(I am turning this into Community wiki, since the original version made an obvious mistake).
The result follows, for example, from the Stone-Weierstrass theorem, once one justifies that the limit of some integrals is the integral of the limit, which can be done (overkill) using Lebesgue's dominated convergence theorem or (more easily) using simple estimates from the fact that $f$ is bounded, since it is continuous.
Below I give full details, which you should probably not read until after your homework is due, since this also solves your homework.
Spoilers:
There is a sequence of polynomials $p_n(x)$ that converges uniformly to $xf(x)$ on ${}[0,1]$. We have $\int_0^1xf(x)p_n(x)dx=0$ for all $n$, by assumption, since $xp_n(x)$ is a sum of monomials the integral of whose integral with $f$ is 0. Now take the limit as $n\to\infty$ to conclude that $\int_0^1x(f(x))^2dx=0$.
This gives us that $f=0$ because if $f(x_0)\ne 0$, continuity ensures a positive $\epsilon>0$ and an interval $(a,b)$ with $a>0$ such that $|f(x)|\ge\epsilon$ for all $x\in(a,b)$. But then $\int_0^1xf(x)^2dx\ge la\epsilon^2>0$, where $l=b-a$ is the length of the interval.
To see that the limit of the integrals is 0 without using dominated convergence, let $M\ge|f(x)|$ for all $x\in[0,1]$. The, for any $\delta>0$, if $n$ is large enough, we have $\int_0^1f(x)xp_n(x)dx=\int_0^1f\times(p-xf+xf)dx=\int_0^1xf(x)^2dx+\int_0^1f\times(p-xf)dx,$ and the second integral is bounded by $\int_0^1|f||p-xf|dx\le M(\delta/M)=\delta$.
In fact, even this is approach is an overkill. (For example, Müntz's theorem gives a more general fact, as already mentioned in another answer.)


◆ **Instructions to follow**: What is needed is an exact copy of the records below, with the pictures left out.

---- Supplied data

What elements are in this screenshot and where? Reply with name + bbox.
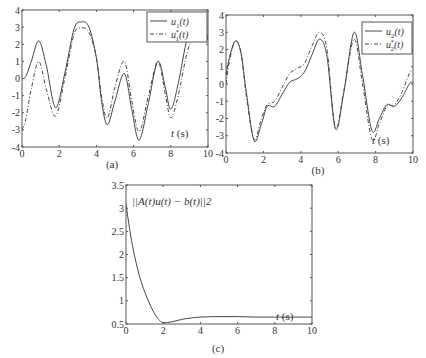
y-tick-label: 4 <box>15 5 20 16</box>
y-tick-label: 2.5 <box>112 226 125 237</box>
panel-caption: (a) <box>106 158 119 171</box>
x-axis-label: t (s) <box>276 310 294 323</box>
y-tick-label: -3 <box>216 130 224 141</box>
y-tick-label: 1 <box>15 56 20 67</box>
chart-panel-2: 02468100.511.522.533.5||A(t)u(t) − b(t)|… <box>112 180 318 356</box>
y-tick-label: -2 <box>216 113 224 124</box>
x-tick-label: 8 <box>373 154 378 165</box>
x-tick-label: 6 <box>235 325 240 336</box>
y-tick-label: -2 <box>12 107 20 118</box>
y-tick-label: 1 <box>119 295 124 306</box>
legend-arg: (t) <box>394 39 404 51</box>
panel-caption: (c) <box>212 342 225 355</box>
y-tick-label: -1 <box>12 90 20 101</box>
series-line-0 <box>126 204 312 323</box>
x-axis-unit: (s) <box>174 127 189 140</box>
x-tick-label: 6 <box>336 154 341 165</box>
x-tick-label: 8 <box>168 148 173 159</box>
y-tick-label: -3 <box>12 124 20 135</box>
x-tick-label: 0 <box>124 325 129 336</box>
y-tick-label: 1.5 <box>112 272 125 283</box>
x-axis-label: t (s) <box>372 134 390 147</box>
x-tick-label: 4 <box>298 154 303 165</box>
x-tick-label: 10 <box>307 325 317 336</box>
y-tick-label: 0.5 <box>112 319 125 330</box>
y-tick-label: 3.5 <box>112 180 125 191</box>
y-tick-label: -4 <box>12 142 20 153</box>
x-axis-unit: (s) <box>375 134 390 147</box>
x-tick-label: 4 <box>94 148 99 159</box>
x-tick-label: 2 <box>261 154 266 165</box>
y-tick-label: -1 <box>216 96 224 107</box>
figure: 0246810-4-3-2-101234u1(t)u*1(t)t (s)(a)0… <box>0 0 426 358</box>
chart-panel-0: 0246810-4-3-2-101234u1(t)u*1(t)t (s)(a) <box>12 5 213 172</box>
y-tick-label: 3 <box>119 203 124 214</box>
panel-caption: (b) <box>312 164 325 177</box>
y-tick-label: 2 <box>15 39 20 50</box>
series-line-1 <box>22 28 208 132</box>
x-tick-label: 10 <box>203 148 213 159</box>
norm-annotation: ||A(t)u(t) − b(t)||2 <box>132 195 212 208</box>
y-tick-label: 2 <box>219 44 224 55</box>
y-tick-label: 2 <box>119 249 124 260</box>
legend-arg: (t) <box>179 29 189 41</box>
x-tick-label: 2 <box>161 325 166 336</box>
x-tick-label: 8 <box>272 325 277 336</box>
x-tick-label: 2 <box>57 148 62 159</box>
x-tick-label: 6 <box>131 148 136 159</box>
legend-arg: (t) <box>395 26 405 38</box>
y-tick-label: 3 <box>219 27 224 38</box>
y-tick-label: 3 <box>15 22 20 33</box>
y-tick-label: 4 <box>219 10 224 21</box>
y-tick-label: 1 <box>219 61 224 72</box>
y-tick-label: 0 <box>15 73 20 84</box>
x-axis-label: t (s) <box>171 127 189 140</box>
chart-panel-1: 0246810-4-3-2-101234u2(t)u*2(t)t (s)(b) <box>216 10 418 178</box>
x-tick-label: 0 <box>224 154 229 165</box>
legend: u2(t)u*2(t) <box>362 22 412 54</box>
x-tick-label: 4 <box>198 325 203 336</box>
x-tick-label: 10 <box>408 154 418 165</box>
legend-arg: (t) <box>180 16 190 28</box>
x-axis-unit: (s) <box>279 310 294 323</box>
legend: u1(t)u*1(t) <box>147 12 207 43</box>
y-tick-label: 0 <box>219 79 224 90</box>
x-tick-label: 0 <box>20 148 25 159</box>
y-tick-label: -4 <box>216 148 224 159</box>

--------

◆ **Solution to this task**:
What elements are in this screenshot and where? Reply with name + bbox.
y-tick-label: 4 <box>15 5 20 16</box>
y-tick-label: 2.5 <box>112 226 125 237</box>
panel-caption: (a) <box>106 158 119 171</box>
x-axis-label: t (s) <box>276 310 294 323</box>
y-tick-label: -3 <box>216 130 224 141</box>
y-tick-label: 1 <box>15 56 20 67</box>
chart-panel-2: 02468100.511.522.533.5||A(t)u(t) − b(t)|… <box>112 180 318 356</box>
y-tick-label: -2 <box>216 113 224 124</box>
x-tick-label: 8 <box>373 154 378 165</box>
x-tick-label: 6 <box>235 325 240 336</box>
y-tick-label: -2 <box>12 107 20 118</box>
y-tick-label: 1 <box>119 295 124 306</box>
legend-arg: (t) <box>394 39 404 51</box>
panel-caption: (c) <box>212 342 225 355</box>
y-tick-label: -1 <box>12 90 20 101</box>
series-line-0 <box>126 204 312 323</box>
x-axis-unit: (s) <box>174 127 189 140</box>
x-tick-label: 6 <box>336 154 341 165</box>
x-tick-label: 8 <box>168 148 173 159</box>
y-tick-label: -3 <box>12 124 20 135</box>
x-tick-label: 0 <box>124 325 129 336</box>
y-tick-label: 1.5 <box>112 272 125 283</box>
x-axis-label: t (s) <box>372 134 390 147</box>
x-tick-label: 4 <box>298 154 303 165</box>
x-tick-label: 10 <box>307 325 317 336</box>
y-tick-label: 0.5 <box>112 319 125 330</box>
y-tick-label: 3.5 <box>112 180 125 191</box>
y-tick-label: -4 <box>12 142 20 153</box>
x-axis-unit: (s) <box>375 134 390 147</box>
x-tick-label: 4 <box>94 148 99 159</box>
x-tick-label: 2 <box>261 154 266 165</box>
y-tick-label: -1 <box>216 96 224 107</box>
figure: 0246810-4-3-2-101234u1(t)u*1(t)t (s)(a)0… <box>0 0 426 358</box>
chart-panel-0: 0246810-4-3-2-101234u1(t)u*1(t)t (s)(a) <box>12 5 213 172</box>
y-tick-label: 3 <box>119 203 124 214</box>
panel-caption: (b) <box>312 164 325 177</box>
y-tick-label: 2 <box>15 39 20 50</box>
series-line-1 <box>22 28 208 132</box>
x-tick-label: 10 <box>203 148 213 159</box>
norm-annotation: ||A(t)u(t) − b(t)||2 <box>132 195 212 208</box>
y-tick-label: 2 <box>219 44 224 55</box>
y-tick-label: 2 <box>119 249 124 260</box>
legend-arg: (t) <box>179 29 189 41</box>
x-tick-label: 2 <box>161 325 166 336</box>
x-tick-label: 8 <box>272 325 277 336</box>
x-tick-label: 2 <box>57 148 62 159</box>
x-tick-label: 6 <box>131 148 136 159</box>
legend-arg: (t) <box>395 26 405 38</box>
y-tick-label: 3 <box>219 27 224 38</box>
y-tick-label: 3 <box>15 22 20 33</box>
y-tick-label: 4 <box>219 10 224 21</box>
y-tick-label: 1 <box>219 61 224 72</box>
y-tick-label: 0 <box>15 73 20 84</box>
x-axis-label: t (s) <box>171 127 189 140</box>
chart-panel-1: 0246810-4-3-2-101234u2(t)u*2(t)t (s)(b) <box>216 10 418 178</box>
x-tick-label: 0 <box>224 154 229 165</box>
legend: u2(t)u*2(t) <box>362 22 412 54</box>
x-tick-label: 4 <box>198 325 203 336</box>
x-tick-label: 10 <box>408 154 418 165</box>
legend-arg: (t) <box>180 16 190 28</box>
x-axis-unit: (s) <box>279 310 294 323</box>
legend: u1(t)u*1(t) <box>147 12 207 43</box>
y-tick-label: 0 <box>219 79 224 90</box>
x-tick-label: 0 <box>20 148 25 159</box>
y-tick-label: -4 <box>216 148 224 159</box>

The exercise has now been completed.